What makes a difference in the resulting compiler's speed when building gcc?

Marc Glisse marc.glisse@inria.fr
Thu Oct 27 16:31:00 GMT 2016


On Thu, 27 Oct 2016, Sven C. Dack wrote:

> I've been installing private copies of gcc for a while now, but only recently 
> did I notice that my distro's gcc (Debian testing) is doing much better when 
> comparing compile times than any of my copies. For instance does it take 230s 
> for my copy to compile a linux kernel, but only 163s for my distro's gcc, 
> which is almost a minute in difference for something that doesn't take more 
> than 3-4 minutes to compile.
>
> What makes this noteworthy for me is that I've compiled my copy with 
> profiledbootstrap and LTO enabled and also optimized it for my CPU, whereas 
> the distro's compiler won't have been optimized quite that much, but yet is 
> it so much faster in speed. I don't know how exactly my distro's gcc has been 
> set up, because the Debian build rules are rather complex and include their 
> own set of patches. So I thought I start with asking here first.
>
> What is that can make such a huge difference in compile speed for two copies 
> of gcc, both version 6.2, using the same options, on the same source? Or are 
> any of the configure options know to have a huge impact on the resulting 
> compiler's speed?

--enable-checking=release would be the first thing to check.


**Task requirements**
Repeat the entire listing below exactly.

** Opening Input for this task block **

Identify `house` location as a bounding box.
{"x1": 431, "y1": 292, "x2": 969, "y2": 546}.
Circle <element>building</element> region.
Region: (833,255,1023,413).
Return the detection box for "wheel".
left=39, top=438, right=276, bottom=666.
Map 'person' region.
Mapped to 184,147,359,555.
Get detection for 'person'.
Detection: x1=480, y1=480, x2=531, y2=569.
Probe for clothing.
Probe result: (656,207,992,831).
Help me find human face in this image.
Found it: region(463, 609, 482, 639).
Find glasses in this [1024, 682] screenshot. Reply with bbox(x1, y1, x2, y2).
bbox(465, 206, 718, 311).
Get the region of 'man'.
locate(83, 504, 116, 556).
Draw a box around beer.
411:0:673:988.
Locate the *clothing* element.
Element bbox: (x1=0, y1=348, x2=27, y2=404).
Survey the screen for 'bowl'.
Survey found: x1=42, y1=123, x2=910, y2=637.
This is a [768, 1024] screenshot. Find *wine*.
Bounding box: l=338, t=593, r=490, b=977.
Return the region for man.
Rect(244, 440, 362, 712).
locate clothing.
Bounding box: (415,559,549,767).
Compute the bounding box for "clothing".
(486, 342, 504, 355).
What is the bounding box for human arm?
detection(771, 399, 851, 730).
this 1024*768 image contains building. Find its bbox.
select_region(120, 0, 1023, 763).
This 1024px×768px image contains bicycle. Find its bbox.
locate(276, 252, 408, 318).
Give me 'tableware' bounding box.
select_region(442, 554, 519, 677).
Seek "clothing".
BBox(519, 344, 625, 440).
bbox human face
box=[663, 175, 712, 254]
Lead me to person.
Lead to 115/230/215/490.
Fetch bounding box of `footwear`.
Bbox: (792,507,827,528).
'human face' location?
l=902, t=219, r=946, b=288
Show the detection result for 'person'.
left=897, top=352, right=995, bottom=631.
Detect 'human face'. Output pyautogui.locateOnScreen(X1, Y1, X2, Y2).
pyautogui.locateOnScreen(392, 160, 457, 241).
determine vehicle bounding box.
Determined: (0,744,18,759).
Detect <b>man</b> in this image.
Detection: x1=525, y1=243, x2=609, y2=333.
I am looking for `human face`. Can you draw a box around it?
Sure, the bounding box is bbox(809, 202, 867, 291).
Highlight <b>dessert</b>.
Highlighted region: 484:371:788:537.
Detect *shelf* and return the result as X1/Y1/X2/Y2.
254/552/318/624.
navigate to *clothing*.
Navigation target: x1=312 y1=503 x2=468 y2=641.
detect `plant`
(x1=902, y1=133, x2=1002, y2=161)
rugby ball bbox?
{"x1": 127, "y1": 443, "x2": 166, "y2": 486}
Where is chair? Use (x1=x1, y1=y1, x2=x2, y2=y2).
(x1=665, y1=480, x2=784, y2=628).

** Closing Input for this task block **

**Response to the exercise**
Identify `house` location as a bounding box.
{"x1": 431, "y1": 292, "x2": 969, "y2": 546}.
Circle <element>building</element> region.
Region: (833,255,1023,413).
Return the detection box for "wheel".
left=39, top=438, right=276, bottom=666.
Map 'person' region.
Mapped to 184,147,359,555.
Get detection for 'person'.
Detection: x1=480, y1=480, x2=531, y2=569.
Probe for clothing.
Probe result: (656,207,992,831).
Help me find human face in this image.
Found it: region(463, 609, 482, 639).
Find glasses in this [1024, 682] screenshot. Reply with bbox(x1, y1, x2, y2).
bbox(465, 206, 718, 311).
Get the region of 'man'.
locate(83, 504, 116, 556).
Draw a box around beer.
411:0:673:988.
Locate the *clothing* element.
Element bbox: (x1=0, y1=348, x2=27, y2=404).
Survey the screen for 'bowl'.
Survey found: x1=42, y1=123, x2=910, y2=637.
This is a [768, 1024] screenshot. Find *wine*.
Bounding box: l=338, t=593, r=490, b=977.
Return the region for man.
Rect(244, 440, 362, 712).
locate clothing.
Bounding box: (415,559,549,767).
Compute the bounding box for "clothing".
(486, 342, 504, 355).
What is the bounding box for human arm?
detection(771, 399, 851, 730).
this 1024*768 image contains building. Find its bbox.
select_region(120, 0, 1023, 763).
This 1024px×768px image contains bicycle. Find its bbox.
locate(276, 252, 408, 318).
Give me 'tableware' bounding box.
select_region(442, 554, 519, 677).
Seek "clothing".
BBox(519, 344, 625, 440).
bbox human face
box=[663, 175, 712, 254]
Lead me to person.
Lead to 115/230/215/490.
Fetch bounding box of `footwear`.
Bbox: (792,507,827,528).
'human face' location?
l=902, t=219, r=946, b=288
Show the detection result for 'person'.
left=897, top=352, right=995, bottom=631.
Detect 'human face'. Output pyautogui.locateOnScreen(X1, Y1, X2, Y2).
pyautogui.locateOnScreen(392, 160, 457, 241).
determine vehicle bounding box.
Determined: (0,744,18,759).
Detect <b>man</b> in this image.
Detection: x1=525, y1=243, x2=609, y2=333.
I am looking for `human face`. Can you draw a box around it?
Sure, the bounding box is bbox(809, 202, 867, 291).
Highlight <b>dessert</b>.
Highlighted region: 484:371:788:537.
Detect *shelf* and return the result as X1/Y1/X2/Y2.
254/552/318/624.
navigate to *clothing*.
Navigation target: x1=312 y1=503 x2=468 y2=641.
detect `plant`
(x1=902, y1=133, x2=1002, y2=161)
rugby ball bbox?
{"x1": 127, "y1": 443, "x2": 166, "y2": 486}
Where is chair? Use (x1=x1, y1=y1, x2=x2, y2=y2).
(x1=665, y1=480, x2=784, y2=628).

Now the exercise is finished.